All sales are final due to the unique, vintage nature of these clubs. That said, I stand behind every club and every piece of restoration work. If something isn't right -- if it arrived damaged, doesn't match the description, or you have any concerns -- email me at brad@oldworldhickorygolf.com. I'll work with you to make it right. Your satisfaction matters to me. These are relationships, not transactions.

Free shipping on all domestic U.S. orders over $200. For orders under $200, rates are based on package weight: $12 for up to 3 lbs, $17 for 3-6 lbs, and $25 for 6-20 lbs. Priority and express options are available at checkout.

Hickory Golf Basics

These are the original names for iron clubs before numbers took over. A mid-iron is roughly equivalent to a modern 2-iron. A mashie is like a 5-iron -- it's the most versatile club in a hickory bag. A mashie-niblick is similar to a 7-iron, and a niblick is your short-game club, like a 9-iron or pitching wedge. There's also the cleek (1-2 iron), the jigger (a utility approach club), and the putting cleek (a putter). See our Glossary for the full rundown.

These are wood club names. A driver is still called a driver (or sometimes a play club). A brassie is the equivalent of a 2-wood -- it has a brass sole plate for hitting off the fairway. A spoon is roughly a 3-wood, with more loft than a brassie. The names come from the clubs' physical characteristics, not arbitrary numbers. Once you learn a few, the whole system makes more sense than modern numbering.

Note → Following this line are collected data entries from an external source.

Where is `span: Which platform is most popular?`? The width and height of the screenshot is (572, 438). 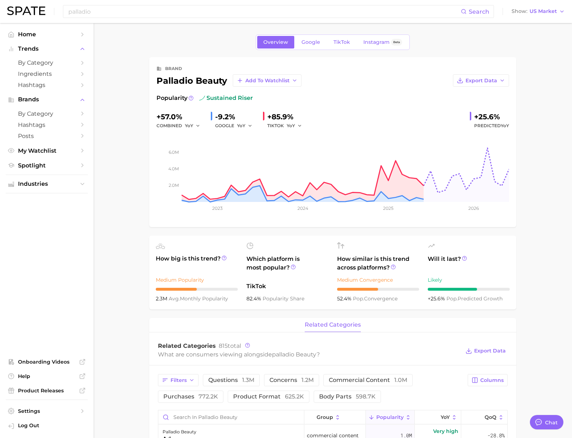 span: Which platform is most popular? is located at coordinates (287, 267).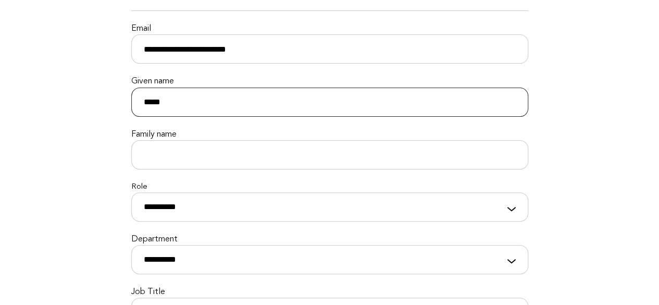  Describe the element at coordinates (330, 292) in the screenshot. I see `label: Job Title` at that location.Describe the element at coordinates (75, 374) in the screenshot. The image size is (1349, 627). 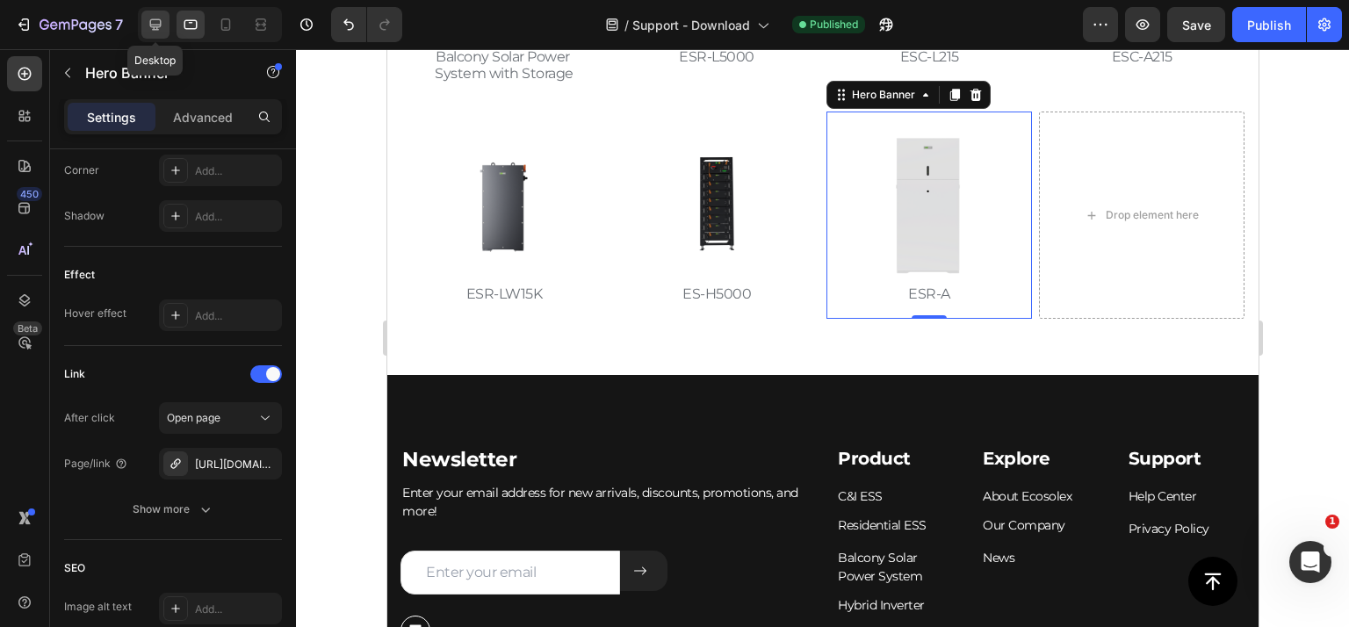
I see `div: Link` at that location.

Keep them dry. That's the most important thing. Hickory shafts and wooden heads don't like prolonged moisture. After playing in wet conditions, wipe them down and let them air dry completely before storing. Apply linseed oil to wood heads once or twice a year to keep the wood nourished. Store clubs upright in a dry space, out of extreme heat. Don't leave them in your car trunk. Treated well, a hickory club will outlast you -- these clubs have already survived 100 years.

You can, but most hickory players and tournaments use reproduction gutta-percha balls or approved balls that fly shorter distances. Modern balls fly too far and too straight for the courses and distances hickory golf was designed around. The Society of Hickory Golfers has approved ball lists for sanctioned events. For casual play, any ball works -- but you'll get the most authentic experience with a period-appropriate ball.

I coached golf for 24 years. Hundreds of student-athletes. Frame-by-frame swing analysis -- I learned to see things others miss. The compensation, the geometry, the moment where mechanics break down. Before that, I was twelve years old at Bear Creek golf course in Medford, Oregon, pulling clubs out of the garbage because it bothered me to see them thrown away. John Watson, one of the pros, told me "any club can be repaired" and showed me the basics. My dad opened a repair school in Reno. Between his teaching and the books from Golf Works, Golfsmith, and Roger Maltby, I learned the craft from the ground up. That coaching eye and those repair skills are what I bring to every club I restore.